Kramer dropped her eyes and then looked forward, toward the crowd. Two people remained in line. Kramer answered their questions and was about to be relieved from the stage when she asked if she could deal with one more problem. After such an astounding performance so far, the organizers were more than happy to let her continue. Something had to be done. The message she was getting from the dead women to her right was murder.

 

She stood at the podium, raised to her full height and surveyed the crowd. She needed the find the right people first, formulate a plan. Who would have a gun? Who would mutually benefit from what she was about to do? Thirty seconds of silence passed before she spoke.

 

“We have a small problem.” She adjusted her shirt and looked down at her feet. She was trying to figure the best way to say it, but also avoiding the eyes of all the entities who were watching her, more intently than before. When she looked back up, she glanced over at the two police officers on the side. Both were staring at her, riveted by what they’d seen today.

 

She looked back to the audience. “We all have people around us from the Other Side, people who have passed over successfully. But there are others who don’t pass over. They are what we call earthbound… most commonly known as ghosts. It seems like they haunt us, but actually what they’re trying to do is get our attention. They don’t know they’re dead yet. They see you, but only on rare occasions can you see them. We feel and hear them more than we see them. Almost all ghosts haunt a dwelling like a house, or a building; a location that ties them emotionally to this plane. All earthbound entities are here because of some extreme emotional attachment. Now, we have an entity here with us and this entity is not haunting the conference center. They’re stuck here because of someone in the audience.”

 

Kramer looked across the heads of the crowd. “I was just told the name because I can hear the earthbound whispering it over and over. Could Norma,” Kramer paused, trying to hear the last name better. “Jenkins, please rise and come down to the microphone.”

 

Everyone in the building turned their heads, leaned forward in their seats and searched the pavilion for movement. Who was Norma Jenkins and where was she?

 

Wherever Norma was, she remained seated.

 

“Norma, we need to talk about this. We need to help the people on the Other Side. No matter what they did here, leaving them earthbound is torture. I feel so much pain coming from…your mother. I feel this woman’s name was Gertrude Jenkins.”

 

No one moved.

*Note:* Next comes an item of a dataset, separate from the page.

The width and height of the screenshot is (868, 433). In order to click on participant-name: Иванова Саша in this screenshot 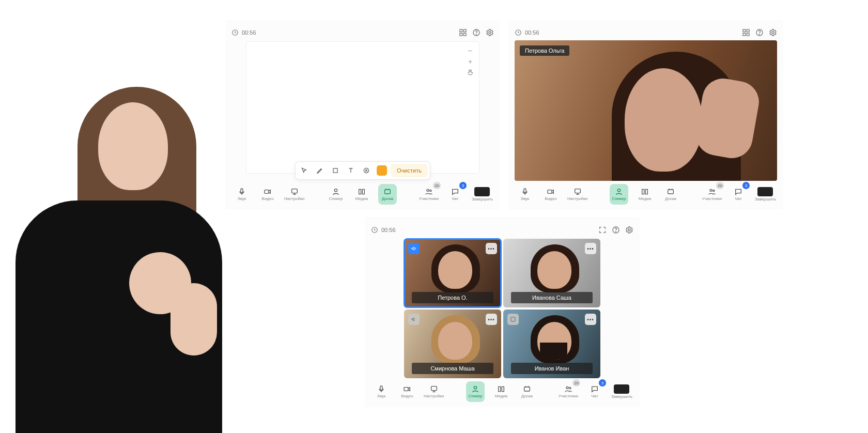, I will do `click(552, 298)`.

No one stood up.

 

Kramer looked to her right. There were four woman standing in a line now. She looked at the woman in the front, and followed her eyes to the floor seats. If the murderer knew he or she was being revealed, who knew what they would do? The murderer - whoever it was - brought a weapon tonight.

 

“I’m here to help. You don’t need to be afraid. Please come to the podium and tell me what has caused you such grief.”

 

A woman stood, her gaze locked with Kramer’s. She started out of her row and walked down the aisle, making her way to the microphone. She tapped it twice to make sure it was on and then said, “My father is dying. When he was diagnosed with cancer three years ago, my mother left him. I can never forgive her for that.”

 

Kramer turned around and pulled out a lighter. She lit a candle that sat on a table beside the podium and held it up.

 

“Your mother died two months ago. Haven’t you wondered why you have those nightmares? The ones where you always dream of murder.” She stopped and looked at the two cops again. They were still both there. A collective gasp rolled along the audience. Kramer continued, “You’ve been curious about what’s causing this and I’m here to tell you that it’s your mother. You’re very connected to her. The sorrow you’re dreaming is her pain.”